Can Nvidia Still Turn Patient Investors Into Millionaires?
Ask the question “Could this stock be a millionaire-maker?” about most trillion-dollar companies, and the honest answer has to be “Probably not.”
Ask it about Nvidia (NVDA +3.90%), whose market cap of roughly $4.7 trillion makes it the most valuable company on the planet, and the answer gets more interesting: Yes, it still can — but you’ll have to bring a lot of cash to the table.
Let’s be blunt about the size problem, because it’s the whole story. To turn a $10,000 stake into $1 million, Nvidia would need to rise by around 100-fold. Over the past 10 years, it has more than done that. But for a company that is now already worth more than the entire German stock market, repeating the trick would imply a market cap somewhere north of $470 trillion — larger than every public company on Earth combined today. That is not going to happen in one lifetime, and no amount of AI-related enthusiasm changes the arithmetic.
Image source: Getty Images.
So the millionaire path here isn’t leverage. It’s the size of your commitment. A patient investor who puts $200,000 into Nvidia and watches it quintuple over a decade — a demanding result, but not a fantastical one for a dominant franchise — would arrive at a seven-figure holding. The stock can still make you rich. It just asks you to already be fairly wealthy to start with, or to invest heavily and wait a long time.

Today’s Change
(3.90%) $7.90
Current Price
$210.68
Key Data Points
Market Cap
Day’s Range
$201.91 – $210.87
52wk Range
$162.02 – $236.54
Volume
5.7M
Avg Vol
158.9M
Gross Margin
74.15%
Dividend Yield
0.13%
What Nvidia is becoming
Here’s the part I find more telling than any growth chart. Nvidia is no longer just selling chips; it’s financing the ecosystem that buys them. The company has committed up to $100 billion to OpenAI’s infrastructure build-out, is investing $2 billion in optics maker Coherent, another $2 billion in cloud provider Nebius, and struck long-term U.S. manufacturing deals with Corning and data center operator Iren.
To me, that makes Nvidia more of a kingmaker, closer in spirit to an underwriter of an entire industry than to a moonshot. It’s a durable, defensible position. It is also, almost by definition, not the profile of a stock that is going to multiply even 50-fold from here.
Where the higher-leverage bets actually live
If your goal as an investor is to find a stock with the potential to deliver a lottery-ticket outcome — one where a relatively small initial position can eventually change your life — Nvidia is the wrong pick. That asymmetry was largely captured by people who bought a decade ago. The higher-torque opportunities now tend to live in the smaller suppliers Nvidia depends on: the optics, power, and cooling names, and the still-private challengers that Nvidia itself is funding.
I think Nvidia remains a good choice for a foundational portfolio holding, and patient owners of the stock will likely do well. But be honest about the assignment: This is a compounding blue chip now, not a rocket. Size your position for steady wealth-building, and hunt elsewhere if what you truly want is explosive, high-risk upside potential.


### [Aim of the exercise]
Although the entries contain pictures, only their text goes into the copy, set down exactly.

### [Data extract]
BEGIN

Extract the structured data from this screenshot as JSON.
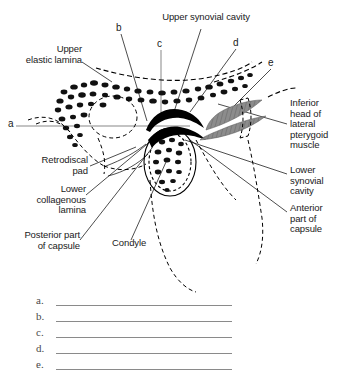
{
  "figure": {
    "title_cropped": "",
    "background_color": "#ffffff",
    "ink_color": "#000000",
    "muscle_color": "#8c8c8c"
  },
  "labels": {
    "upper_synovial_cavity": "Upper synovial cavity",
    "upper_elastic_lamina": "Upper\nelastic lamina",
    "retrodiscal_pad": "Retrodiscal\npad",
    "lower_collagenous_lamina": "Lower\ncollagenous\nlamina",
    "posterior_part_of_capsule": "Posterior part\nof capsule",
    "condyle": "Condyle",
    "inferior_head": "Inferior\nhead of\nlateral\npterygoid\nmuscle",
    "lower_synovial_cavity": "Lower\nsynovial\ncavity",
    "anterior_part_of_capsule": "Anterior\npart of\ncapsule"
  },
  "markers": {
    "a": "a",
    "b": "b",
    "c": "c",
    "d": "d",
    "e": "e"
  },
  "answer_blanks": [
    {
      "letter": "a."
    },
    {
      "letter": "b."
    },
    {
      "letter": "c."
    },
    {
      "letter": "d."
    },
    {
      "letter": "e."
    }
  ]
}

END

### [Exercise solution]
Extract the structured data from this screenshot as JSON.
{
  "figure": {
    "title_cropped": "",
    "background_color": "#ffffff",
    "ink_color": "#000000",
    "muscle_color": "#8c8c8c"
  },
  "labels": {
    "upper_synovial_cavity": "Upper synovial cavity",
    "upper_elastic_lamina": "Upper\nelastic lamina",
    "retrodiscal_pad": "Retrodiscal\npad",
    "lower_collagenous_lamina": "Lower\ncollagenous\nlamina",
    "posterior_part_of_capsule": "Posterior part\nof capsule",
    "condyle": "Condyle",
    "inferior_head": "Inferior\nhead of\nlateral\npterygoid\nmuscle",
    "lower_synovial_cavity": "Lower\nsynovial\ncavity",
    "anterior_part_of_capsule": "Anterior\npart of\ncapsule"
  },
  "markers": {
    "a": "a",
    "b": "b",
    "c": "c",
    "d": "d",
    "e": "e"
  },
  "answer_blanks": [
    {
      "letter": "a."
    },
    {
      "letter": "b."
    },
    {
      "letter": "c."
    },
    {
      "letter": "d."
    },
    {
      "letter": "e."
    }
  ]
}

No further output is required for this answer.